Myanmar Military
Myanmar military Wikipedia

Myanmar has formally abandoned its pursuit of nuclear power and has also scaled back its military and political ties with North Korea, the country’s defense minister said over the weekend.

We have already said very clearly [our nuclear program] was not for defense, it was not for weapons, it was just research in the past, Lieutenant General Hla Min said at the International Institute for Strategic Studies Regional Security Dialogue, an annual security forum, in Singapore.

Hla Min also indicated that his country’s nuclear program had not progressed very far anyway.

In reality we were just ... doing academic studies. But in this new government, we have already given up all activities on nuclear issues. And we have no further plans to extend on this.

As a result, he asserted, there is no need for the U.N. nuclear watchdog, the International Atomic Energy Agency, to visit the country and monitor its weapons programs.

We have nothing to check and nothing to see, so it is irrelevant, he said.

In addition, with respect to Pyongyang, the general said, Because of our opening and our new [democratic] efforts, we have stopped such [military] relationships with North Korea. According to our foreign policy, we have friendly relations with all countries, so it is just a regular relationship.”

Two years ago, western nations, as well as Japan and South Korea, were alarmed by reports from a defecting Burmese solider that Myanmar (also known as Burma) had acquired uranium-enrichment technology and parts for an atomic weapons program from North Korea.

Now, it appears that Myanmar, which recently held free parliamentary elections and also enacted a series of democratic reforms over the past two years since a nominally civilian government replaced a repressive military regime, is gradually moving toward a more western-friendly approach to geo-politics.

The country’s most famous dissident, pro-democracy activist Aung San Suu Kyi, was recently allowed to leave the country for the first time in 24 years.

In mid-May, the president of Myanmar, Thein Sein, assured his South Korean counterpart, Lee Myung-bak, that his country would no longer purchase weapons from North Korea. Sein took pains to emphasize that Myanmar had only bought conventional weapons, not atomic arms, from North Korea over the past two decades.

However, Reuters reported that the United Nations is probing reports that the North Koreans may have sold weapons to both Myanmar and Syria.

Hla Min also indicated that the Myanmar military, which is allotted 25 percent of seats in parliament, may play a diminishing role in the country’s affairs under a new constitution.

If you have a fish in fresh water, you cannot put the fish in salt water, so we need to take time for transformation and progress, he said. When the time is appropriate, there would be changes, and this 25 percent participation could be reduced.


## Work request
Once the line holding "xyxy pixel coordinates" is found in the entries below, restate it and each line after it word for word, with no pictures.

Dataset rows describing interfaces
[Start of section]

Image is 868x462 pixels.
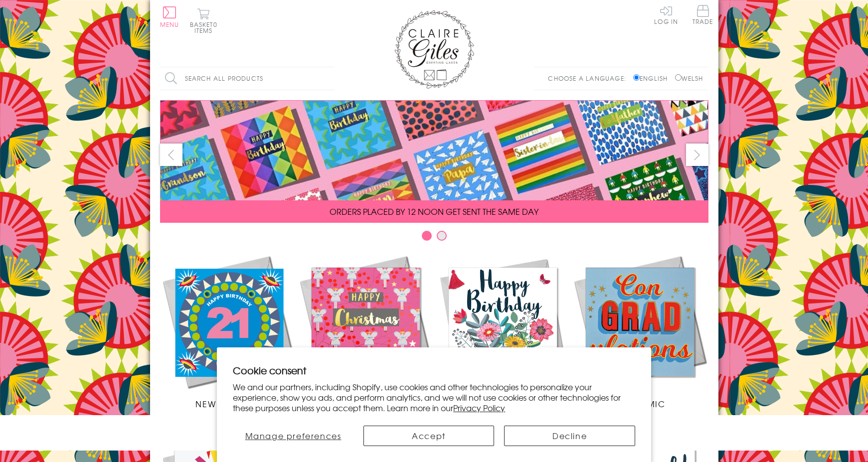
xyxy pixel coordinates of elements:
[633,74,673,83] label: English
[687,143,708,166] button: next
[693,5,714,24] span: Trade
[422,231,432,241] button: Carousel Page 1 (Current Slide)
[675,74,682,81] input: Welsh
[233,364,635,377] h2: Cookie consent
[504,426,635,447] button: Decline
[196,398,261,410] span: New Releases
[654,5,679,24] a: Log In
[571,254,708,410] a: Academic
[364,426,494,447] button: Accept
[160,20,180,29] span: Menu
[160,254,297,410] a: New Releases
[160,68,335,89] input: Search all products
[160,143,182,166] button: prev
[329,206,539,217] span: ORDERS PLACED BY 12 NOON GET SENT THE SAME DAY
[434,254,571,410] a: Birthdays
[437,231,447,241] button: Carousel Page 2
[548,74,632,83] p: Choose a language:
[325,68,335,89] input: Search
[190,8,217,33] button: Basket0 items
[693,5,714,26] a: Trade
[675,74,704,83] label: Welsh
[233,382,635,413] p: We and our partners, including Shopify, use cookies and other technologies to personalize your ex...
[195,20,217,35] span: 0 items
[453,402,505,414] a: Privacy Policy
[297,254,434,410] a: Christmas
[394,10,475,88] img: Claire Giles Greetings Cards
[233,426,354,447] button: Manage preferences
[245,430,342,442] span: Manage preferences
[160,230,708,246] div: Carousel Pagination
[160,6,180,27] button: Menu
[633,74,640,81] input: English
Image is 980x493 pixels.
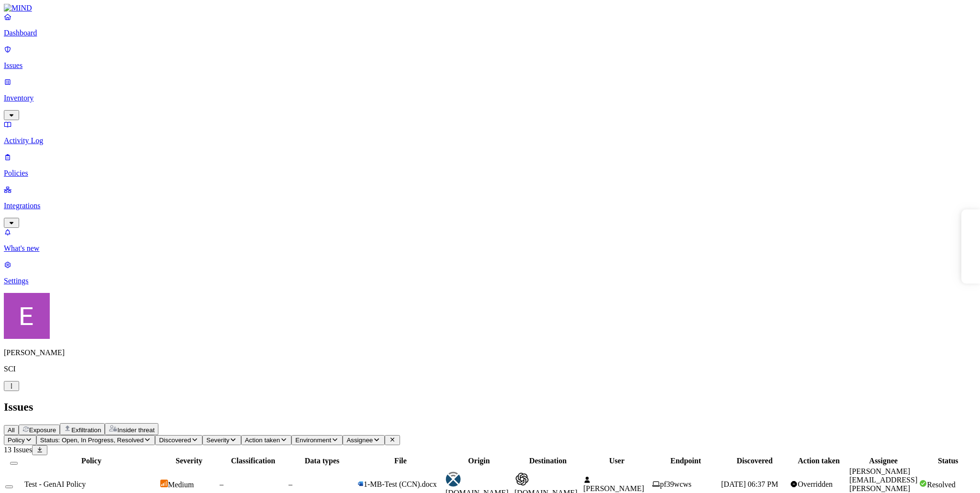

[End of section]

## Result for this exercise
xyxy pixel coordinates of elements:
[633,74,673,83] label: English
[687,143,708,166] button: next
[693,5,714,24] span: Trade
[422,231,432,241] button: Carousel Page 1 (Current Slide)
[675,74,682,81] input: Welsh
[233,364,635,377] h2: Cookie consent
[504,426,635,447] button: Decline
[196,398,261,410] span: New Releases
[654,5,679,24] a: Log In
[571,254,708,410] a: Academic
[364,426,494,447] button: Accept
[160,20,180,29] span: Menu
[160,254,297,410] a: New Releases
[160,68,335,89] input: Search all products
[160,143,182,166] button: prev
[329,206,539,217] span: ORDERS PLACED BY 12 NOON GET SENT THE SAME DAY
[434,254,571,410] a: Birthdays
[437,231,447,241] button: Carousel Page 2
[548,74,632,83] p: Choose a language:
[325,68,335,89] input: Search
[190,8,217,33] button: Basket0 items
[693,5,714,26] a: Trade
[675,74,704,83] label: Welsh
[233,382,635,413] p: We and our partners, including Shopify, use cookies and other technologies to personalize your ex...
[195,20,217,35] span: 0 items
[453,402,505,414] a: Privacy Policy
[297,254,434,410] a: Christmas
[394,10,475,88] img: Claire Giles Greetings Cards
[233,426,354,447] button: Manage preferences
[245,430,342,442] span: Manage preferences
[160,230,708,246] div: Carousel Pagination
[160,6,180,27] button: Menu
[633,74,640,81] input: English
Image is 980x493 pixels.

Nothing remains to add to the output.